Textuality » 4A Interacting
THE ANGLO-SAXONS AND THE MIDDLE AGES
After the Roman withdrawal during the 5th century from Britain, this place was subjected to the Anglo-Saxon invasions.
The Anglo-Saxons were people of Germanic origins, they came from Northern Europe and they spoke a Germanic dialect called Old English. It was especially spoken by the common people and it contributed to the creation of the English that nowadays it is still spoken in London, together with the Latin (spoken by the Church and the lawyers) and the French (spoken by the court).
The Anglo-Saxons entered the Britain in different moments, in fact they were formed by several tribes, for example the Angles ( from which the name "England" originated) , the Jutes and the Saxons. This tribes had been mixed and organized into seven kingdoms.
They reigned the Britain until the 1066, a crucial date because it marked the invasions of Norman (the last conquest of Great Britain by a foreign empire) and the beginning of the Middle Ages.
When we talk about the Middle Ages, we refer about a period of history that goes roughly from 1066 and 1485. It is very important for the English history because during this period of time there were lots of changes introduced mainly by the Normans, especially what concerns the society.
They were a tribe of Viking origins. They are called Normans because they came from the North, exactly from the Northern France. They entered the Britain in 1066, when they won the Anglo-Saxons during the battle of Hastings. The Norman king was William I the Conqueror (called the Conqueror just because he conquered these lands).
He is also important because he introduced the feudal system, a new organization, into Great Britain, according to which the king or the emperor distributed his lands between his knights and his barons. This organization was new for the Continent (the Europe). The feudal system was a hierarchical pyramidal system. On the top of it there was the Pope, after that there was the king, than the nobles and finally the serfs.
The Pope was so important because the most important code to all social classes during the Middle Ages was the Church and everybody, whatever social class they belonged to, they were interested in salvation. The religion was so important, that it originated, together with the chivalry code (a worldly and secular code, on the contrary of the religious one that it was regular), a medieval literature.
Medieval literature is divided in oral and written literature, the first was created by the common people and we find example of it in the ballads, instead the second was written by the aristocracy and we find it in the form of epic poetry.
When William I the Conqueror introduced the feudal system, he was afraid of the possibility that the knights and the barons could become stronger than him, so the lands that he gave them weren't very large. But over the years they became stronger and the power of the king was limited, especially in 1215 when the Magna Charta, the result of negotiation of power between the king (John Lackland) and the barons, was stipulated and later, in 1381 with the Peasants Revolution (made by the poor because of heavy taxes).
The Middle Ages came to an end in 1485 when Henry Tudor (the fist monarch of the great Tudor dynasty) became the king of the England by winning the Wars of the Roses (started in 1453 between the House of York, symbolized by a white rose and the Lancaster, symbolized by a red rose).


Lines from the one holding "I need the location" through the end of the entries, inclusive, form the whole output; reproduce them exactly and omit pictures.

+++ Input data

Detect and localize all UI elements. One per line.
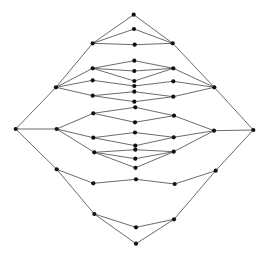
node-n2	[91, 41, 95, 45]
node-n16	[91, 94, 95, 98]
node-n12	[132, 84, 136, 88]
node-n23	[14, 127, 18, 131]
node-n22	[133, 120, 137, 124]
node-n14	[212, 85, 216, 89]
node-n0	[132, 13, 136, 17]
node-n30	[133, 144, 137, 148]
node-n5	[132, 59, 136, 63]
node-n44	[134, 242, 138, 246]
node-n27	[133, 130, 137, 134]
node-n43	[134, 225, 138, 229]
lattice-diagram	[0, 0, 265, 258]
node-n31	[133, 148, 137, 152]
node-n37	[214, 169, 218, 173]
node-n8	[132, 69, 136, 73]
node-n9	[91, 78, 95, 82]
node-n6	[91, 66, 95, 70]
node-n24	[55, 127, 59, 131]
node-n15	[132, 90, 136, 94]
node-n36	[55, 167, 59, 171]
node-n42	[172, 217, 176, 221]
node-n38	[134, 177, 138, 181]
node-n33	[172, 150, 176, 154]
node-n26	[251, 128, 255, 132]
node-n40	[173, 182, 177, 186]
node-n29	[172, 135, 176, 139]
node-n4	[133, 43, 137, 47]
node-n13	[54, 85, 58, 89]
node-n32	[92, 150, 96, 154]
node-n18	[132, 100, 136, 104]
node-n10	[132, 79, 136, 83]
node-n1	[132, 27, 136, 31]
node-n11	[171, 79, 175, 83]
node-n28	[91, 136, 95, 140]
node-n3	[171, 41, 175, 45]
node-n20	[91, 111, 95, 115]
node-n35	[133, 166, 137, 170]
node-n25	[212, 129, 216, 133]
node-n34	[133, 157, 137, 161]
node-n17	[171, 95, 175, 99]
node-n39	[91, 181, 95, 185]
node-n21	[172, 114, 176, 118]
node-n41	[92, 212, 96, 216]
node-n7	[171, 66, 175, 70]
node-n19	[133, 105, 137, 109]
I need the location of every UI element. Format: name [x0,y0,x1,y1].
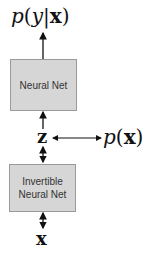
p-symbol: p [11,4,24,28]
density-label-p-x: p(x) [103,125,143,149]
x-symbol: x [124,125,136,149]
x-symbol: x [50,4,62,28]
y-symbol: y [32,4,43,28]
invertible-neural-net-box: Invertible Neural Net [9,164,76,212]
neural-net-label: Neural Net [20,79,68,92]
paren-open: ( [116,125,124,149]
neural-net-label: Neural Net [19,188,67,201]
input-x-label: x [36,228,47,249]
p-symbol: p [103,125,116,149]
latent-z-label: z [37,126,47,147]
paren-close: ) [136,125,144,149]
neural-net-box: Neural Net [10,59,77,111]
output-label-p-y-given-x: p(y|x) [11,4,69,28]
paren-open: ( [24,4,32,28]
given-bar: | [43,4,50,28]
invertible-label: Invertible [22,175,63,188]
paren-close: ) [62,4,70,28]
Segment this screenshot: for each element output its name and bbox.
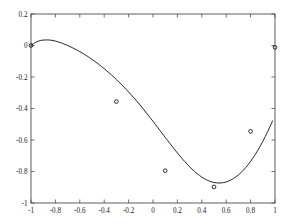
x-tick-label: -1 bbox=[28, 207, 34, 215]
x-tick-label: 0.2 bbox=[173, 207, 182, 215]
x-tick-label: 0.8 bbox=[246, 207, 255, 215]
y-axis-tick-labels: 0.20-0.2-0.4-0.6-0.8-1 bbox=[16, 11, 28, 208]
x-tick-label: -0.2 bbox=[123, 207, 135, 215]
x-tick-label: -0.8 bbox=[50, 207, 62, 215]
y-tick-label: -0.6 bbox=[16, 137, 28, 145]
y-tick-label: 0.2 bbox=[19, 11, 28, 19]
figure-canvas: -1-0.8-0.6-0.4-0.200.20.40.60.81 0.20-0.… bbox=[0, 0, 293, 224]
x-tick-label: 1 bbox=[273, 207, 277, 215]
x-tick-label: 0.6 bbox=[222, 207, 231, 215]
y-tick-label: -1 bbox=[22, 200, 28, 208]
x-tick-label: -0.6 bbox=[74, 207, 86, 215]
x-tick-label: 0.4 bbox=[197, 207, 206, 215]
x-tick-label: 0 bbox=[151, 207, 155, 215]
plot-svg: -1-0.8-0.6-0.4-0.200.20.40.60.81 0.20-0.… bbox=[0, 0, 293, 224]
x-tick-label: -0.4 bbox=[99, 207, 111, 215]
y-tick-label: 0 bbox=[24, 42, 28, 50]
y-tick-label: -0.2 bbox=[16, 74, 28, 82]
x-axis-tick-labels: -1-0.8-0.6-0.4-0.200.20.40.60.81 bbox=[28, 207, 277, 215]
y-tick-label: -0.4 bbox=[16, 105, 28, 113]
y-tick-label: -0.8 bbox=[16, 168, 28, 176]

++++++

• _Task answer_:
I need the location of every UI element. Format: name [x0,y0,x1,y1].
p-symbol: p [11,4,24,28]
density-label-p-x: p(x) [103,125,143,149]
x-symbol: x [124,125,136,149]
x-symbol: x [50,4,62,28]
y-symbol: y [32,4,43,28]
invertible-neural-net-box: Invertible Neural Net [9,164,76,212]
neural-net-label: Neural Net [20,79,68,92]
paren-open: ( [116,125,124,149]
neural-net-label: Neural Net [19,188,67,201]
input-x-label: x [36,228,47,249]
p-symbol: p [103,125,116,149]
latent-z-label: z [37,126,47,147]
paren-close: ) [136,125,144,149]
neural-net-box: Neural Net [10,59,77,111]
output-label-p-y-given-x: p(y|x) [11,4,69,28]
paren-open: ( [24,4,32,28]
given-bar: | [43,4,50,28]
invertible-label: Invertible [22,175,63,188]
paren-close: ) [62,4,70,28]
Segment this screenshot: for each element output its name and bbox.
x-tick-label: -1 bbox=[28, 207, 34, 215]
x-tick-label: 0.2 bbox=[173, 207, 182, 215]
x-tick-label: 0.8 bbox=[246, 207, 255, 215]
y-axis-tick-labels: 0.20-0.2-0.4-0.6-0.8-1 bbox=[16, 11, 28, 208]
x-tick-label: -0.2 bbox=[123, 207, 135, 215]
x-tick-label: -0.8 bbox=[50, 207, 62, 215]
y-tick-label: -0.6 bbox=[16, 137, 28, 145]
y-tick-label: 0.2 bbox=[19, 11, 28, 19]
figure-canvas: -1-0.8-0.6-0.4-0.200.20.40.60.81 0.20-0.… bbox=[0, 0, 293, 224]
x-tick-label: 1 bbox=[273, 207, 277, 215]
x-tick-label: 0.6 bbox=[222, 207, 231, 215]
y-tick-label: -1 bbox=[22, 200, 28, 208]
x-tick-label: -0.6 bbox=[74, 207, 86, 215]
x-tick-label: 0.4 bbox=[197, 207, 206, 215]
x-tick-label: 0 bbox=[151, 207, 155, 215]
plot-svg: -1-0.8-0.6-0.4-0.200.20.40.60.81 0.20-0.… bbox=[0, 0, 293, 224]
x-tick-label: -0.4 bbox=[99, 207, 111, 215]
y-tick-label: 0 bbox=[24, 42, 28, 50]
y-tick-label: -0.2 bbox=[16, 74, 28, 82]
x-axis-tick-labels: -1-0.8-0.6-0.4-0.200.20.40.60.81 bbox=[28, 207, 277, 215]
y-tick-label: -0.4 bbox=[16, 105, 28, 113]
y-tick-label: -0.8 bbox=[16, 168, 28, 176]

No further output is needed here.